These
are important recordings though well established in Shostakovich’s
discographic canon. What’s frustrating is that Metropole has gone
to the effort of issuing them without attribution, without researching
recording dates with real accuracy and with only a few brief paragraphs
introducing the discs – in German and English. Volume two will
apparently conclude the series by reissuing the remainder of the
Preludes and Fugues but since this is a confusing enough situation
I should note the following:
Nos. 1-8, 12, 13 and
14 have appeared on Revelation Records RV 70001 whilst nos. 16
and 23 (1951), 17 and 18 (1956), 20, 22 and 24 (1952) turned up
on Revelation RV 70003. Of the latter disc Nos.17 and 18 are missing
from this Metropole, which does in any case consist of two very
well filled discs. So we can assume that they will soon be appearing
in the companion volume. I doubt they’d have access to the 1958
EMI composer recordings of Nos. 1, 4, 5, 23 and 24, which you
can find on EMI CDC 7 54606 2 and EMI Classics 7243 5 62646 2.

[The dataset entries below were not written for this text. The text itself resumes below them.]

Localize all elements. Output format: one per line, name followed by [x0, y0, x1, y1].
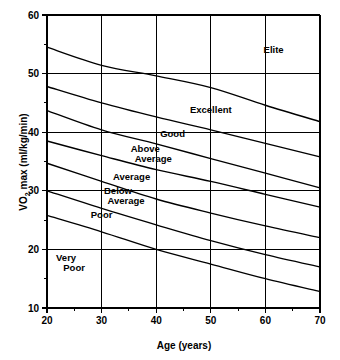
x-tick-label: 60: [260, 315, 272, 326]
vo2max-fitness-chart: 203040506070605040302010 EliteExcellentG…: [0, 0, 340, 360]
zone-label-line: Poor: [91, 209, 113, 220]
zone-label-average: Average: [113, 171, 150, 182]
zone-label-line: Average: [107, 195, 144, 206]
x-axis-title: Age (years): [157, 340, 211, 351]
x-tick-label: 70: [314, 315, 326, 326]
x-tick-label: 50: [205, 315, 217, 326]
chart-canvas: 203040506070605040302010 EliteExcellentG…: [0, 0, 340, 360]
y-tick-label: 50: [28, 68, 40, 79]
zone-label-line: Poor: [63, 262, 85, 273]
zone-label-excellent: Excellent: [190, 104, 233, 115]
x-tick-label: 30: [96, 315, 108, 326]
zone-label-line: Average: [135, 153, 172, 164]
x-tick-label: 40: [151, 315, 163, 326]
zone-label-elite: Elite: [264, 44, 284, 55]
x-tick-label: 20: [41, 315, 53, 326]
y-axis-title-pre: VO: [18, 196, 29, 211]
y-tick-label: 40: [28, 127, 40, 138]
y-tick-label: 10: [28, 303, 40, 314]
zone-label-line: Good: [160, 128, 185, 139]
zone-label-line: Excellent: [190, 104, 233, 115]
zone-label-line: Elite: [264, 44, 284, 55]
zone-label-good: Good: [160, 128, 185, 139]
zone-label-line: Average: [113, 171, 150, 182]
zone-label-poor: Poor: [91, 209, 113, 220]
y-tick-label: 60: [28, 10, 40, 21]
y-tick-label: 20: [28, 244, 40, 255]
y-axis-title-post: max (ml/kg/min): [18, 113, 29, 192]
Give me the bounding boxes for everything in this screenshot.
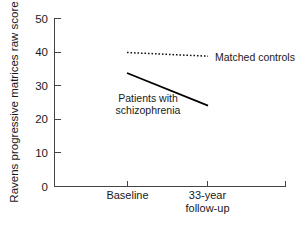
x-tick-label-baseline: Baseline xyxy=(106,189,148,201)
y-tick-label-10: 10 xyxy=(35,147,48,159)
y-tick-label-30: 30 xyxy=(35,80,48,92)
annotation-patients-line2: schizophrenia xyxy=(116,104,181,116)
y-tick-label-40: 40 xyxy=(35,46,48,58)
y-axis-title: Ravens progressive matrices raw score xyxy=(8,1,20,202)
y-tick-label-20: 20 xyxy=(35,113,48,125)
annotation-patients-line1: Patients with xyxy=(118,92,178,104)
y-tick-label-50: 50 xyxy=(35,13,48,25)
series-line-matched-controls xyxy=(127,53,208,57)
y-tick-label-0: 0 xyxy=(42,181,48,193)
chart-figure: 50 40 30 20 10 0 Ravens progressive matr… xyxy=(0,0,303,225)
line-chart-svg: 50 40 30 20 10 0 Ravens progressive matr… xyxy=(0,0,303,225)
annotation-matched-controls: Matched controls xyxy=(215,51,295,63)
x-tick-label-followup-line1: 33-year xyxy=(189,189,227,201)
x-tick-label-followup-line2: follow-up xyxy=(185,202,229,214)
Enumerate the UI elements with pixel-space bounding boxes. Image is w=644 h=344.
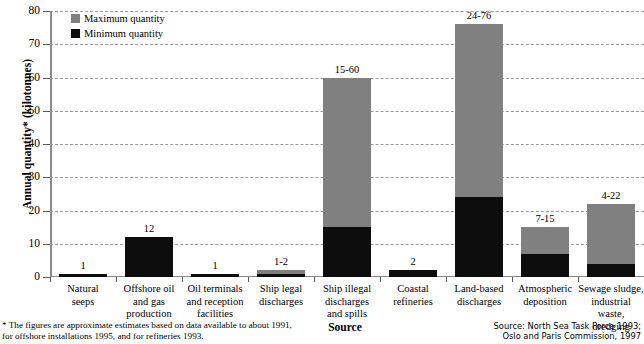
category-label-line: Ship illegal [314, 283, 380, 296]
bar-3[interactable] [257, 270, 305, 277]
y-axis-tick [43, 44, 50, 45]
bar-value-label: 2 [368, 256, 458, 267]
bar-7[interactable] [521, 227, 569, 277]
y-axis-tick [43, 277, 50, 278]
category-label-line: refineries [380, 296, 446, 309]
legend-item-minimum: Minimum quantity [71, 27, 165, 40]
plot-area: 0102030405060708011211-215-60224-767-154… [50, 11, 644, 277]
bar-value-label: 7-15 [500, 213, 590, 224]
category-label-line: discharges [446, 296, 512, 309]
bar-5[interactable] [389, 270, 437, 277]
legend: Maximum quantity Minimum quantity [71, 12, 165, 42]
x-axis-category-label: Atmosphericdeposition [512, 283, 578, 308]
bar-2[interactable] [191, 274, 239, 277]
category-label-line: Sewage sludge, [578, 283, 644, 296]
bar-value-label: 24-76 [434, 10, 524, 21]
category-label-line: Coastal [380, 283, 446, 296]
footnote-line-2: for offshore installations 1995, and for… [2, 331, 332, 342]
legend-label-maximum: Maximum quantity [84, 13, 165, 24]
bar-value-label: 1 [38, 260, 128, 271]
bar-0[interactable] [59, 274, 107, 277]
bar-segment-maximum [455, 24, 503, 197]
bar-segment-maximum [323, 78, 371, 228]
bar-8[interactable] [587, 204, 635, 277]
category-label-line: and gas [116, 296, 182, 309]
footnote-line-1: * The figures are approximate estimates … [2, 320, 332, 331]
x-axis-tick [248, 277, 249, 282]
bar-value-label: 15-60 [302, 64, 392, 75]
bar-segment-minimum [455, 197, 503, 277]
bar-segment-maximum [521, 227, 569, 254]
bar-segment-maximum [587, 204, 635, 264]
category-label-line: Oil terminals [182, 283, 248, 296]
x-axis-title: Source [285, 321, 405, 333]
y-axis-tick [43, 144, 50, 145]
category-label-line: and spills [314, 308, 380, 321]
x-axis-category-label: Naturalseeps [50, 283, 116, 308]
category-label-line: Offshore oil [116, 283, 182, 296]
y-axis-tick [43, 111, 50, 112]
x-axis-tick [512, 277, 513, 282]
category-label-line: deposition [512, 296, 578, 309]
category-label-line: and reception [182, 296, 248, 309]
x-axis-tick [50, 277, 51, 282]
category-label-line: dredging [578, 321, 644, 334]
category-label-line: Natural [50, 283, 116, 296]
category-label-line: Ship legal [248, 283, 314, 296]
bar-4[interactable] [323, 78, 371, 278]
x-axis-tick [380, 277, 381, 282]
x-axis-tick [116, 277, 117, 282]
x-axis-tick [578, 277, 579, 282]
category-label-line: facilities [182, 308, 248, 321]
x-axis-tick [446, 277, 447, 282]
footnote: * The figures are approximate estimates … [2, 320, 332, 341]
y-axis-tick-label: 20 [8, 205, 40, 217]
category-label-line: discharges [314, 296, 380, 309]
bar-segment-minimum [323, 227, 371, 277]
x-axis-tick [182, 277, 183, 282]
x-axis-category-label: Land-baseddischarges [446, 283, 512, 308]
y-axis-tick-label: 40 [8, 138, 40, 150]
y-axis-tick-label: 30 [8, 171, 40, 183]
category-label-line: Land-based [446, 283, 512, 296]
legend-item-maximum: Maximum quantity [71, 12, 165, 25]
y-axis-tick [43, 78, 50, 79]
bar-value-label: 1-2 [236, 256, 326, 267]
bar-segment-minimum [389, 270, 437, 277]
x-axis-category-label: Ship legaldischarges [248, 283, 314, 308]
y-axis-tick-label: 50 [8, 105, 40, 117]
category-label-line: production [116, 308, 182, 321]
bar-segment-minimum [521, 254, 569, 277]
bar-value-label: 4-22 [566, 190, 644, 201]
bar-6[interactable] [455, 24, 503, 277]
y-axis-tick [43, 244, 50, 245]
x-axis-category-label: Offshore oiland gasproduction [116, 283, 182, 321]
x-axis-tick [314, 277, 315, 282]
bar-segment-minimum [125, 237, 173, 277]
y-axis-tick-label: 80 [8, 5, 40, 17]
bar-1[interactable] [125, 237, 173, 277]
y-axis-tick [43, 211, 50, 212]
category-label-line: discharges [248, 296, 314, 309]
y-axis-tick [43, 11, 50, 12]
category-label-line: seeps [50, 296, 116, 309]
legend-swatch-maximum-icon [71, 14, 80, 23]
x-axis-category-label: Ship illegaldischargesand spills [314, 283, 380, 321]
y-axis-tick-label: 10 [8, 238, 40, 250]
category-label-line: industrial waste, [578, 296, 644, 321]
bar-segment-minimum [191, 274, 239, 277]
y-axis-tick-label: 70 [8, 38, 40, 50]
y-axis-tick-label: 0 [8, 271, 40, 283]
y-axis-tick-label: 60 [8, 72, 40, 84]
bar-value-label: 12 [104, 223, 194, 234]
y-axis-tick [43, 177, 50, 178]
bar-segment-minimum [257, 274, 305, 277]
x-axis-category-label: Coastalrefineries [380, 283, 446, 308]
gridline [50, 44, 644, 45]
x-axis-category-label: Oil terminalsand receptionfacilities [182, 283, 248, 321]
chart-root: Annual quantity* (kilotonnes) 0102030405… [0, 0, 644, 344]
legend-label-minimum: Minimum quantity [84, 28, 163, 39]
x-axis-category-label: Sewage sludge,industrial waste,dredging [578, 283, 644, 333]
bar-segment-minimum [59, 274, 107, 277]
bar-segment-minimum [587, 264, 635, 277]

By the reference to the “remainder” I mean
that I assume Metropole will also include the recordings Shostakovich
taped in 1960 - Nos. 2, 3, 5, 6, 7, 16, 20 and 23, which have
all been released on Le Chant du Monde LDC 278 1000.
You can gather from
this that these particular performances have done the rounds and
that Metropole, of whom I had not previously heard, has done some
trawling amongst pre-existing material. They’ve also included
the reduction for four hands of the Tenth Symphony Op.93b in the
famous performance by the composer and Mieczslaw Weinberg (Moise
Vainberg) made in 1954.There have been three CD incarnations to
the best of my knowledge with both the companies above predictably
active - Le Chant du Monde LDC 278 1000 coupled with the Preludes
and Fugues as noted above. Revelation Records RV 70002 contained
this performance as well, as did Yedang Classics YCC 0164. Apropos
of little in this context you might like to seek out the 1992
recording of the reduction made by the powerful two-man crew of
Gräsbeck and Zelyakov on Bluebell ABCD 049.
Sound quality has
not improved on that of the other releases – I’ve not heard the
Yedang so can’t comment on that one – and as already noted documentation
is cursory. That said, these are profoundly important documents
and invaluable as examples of Shostakovich’s pianism.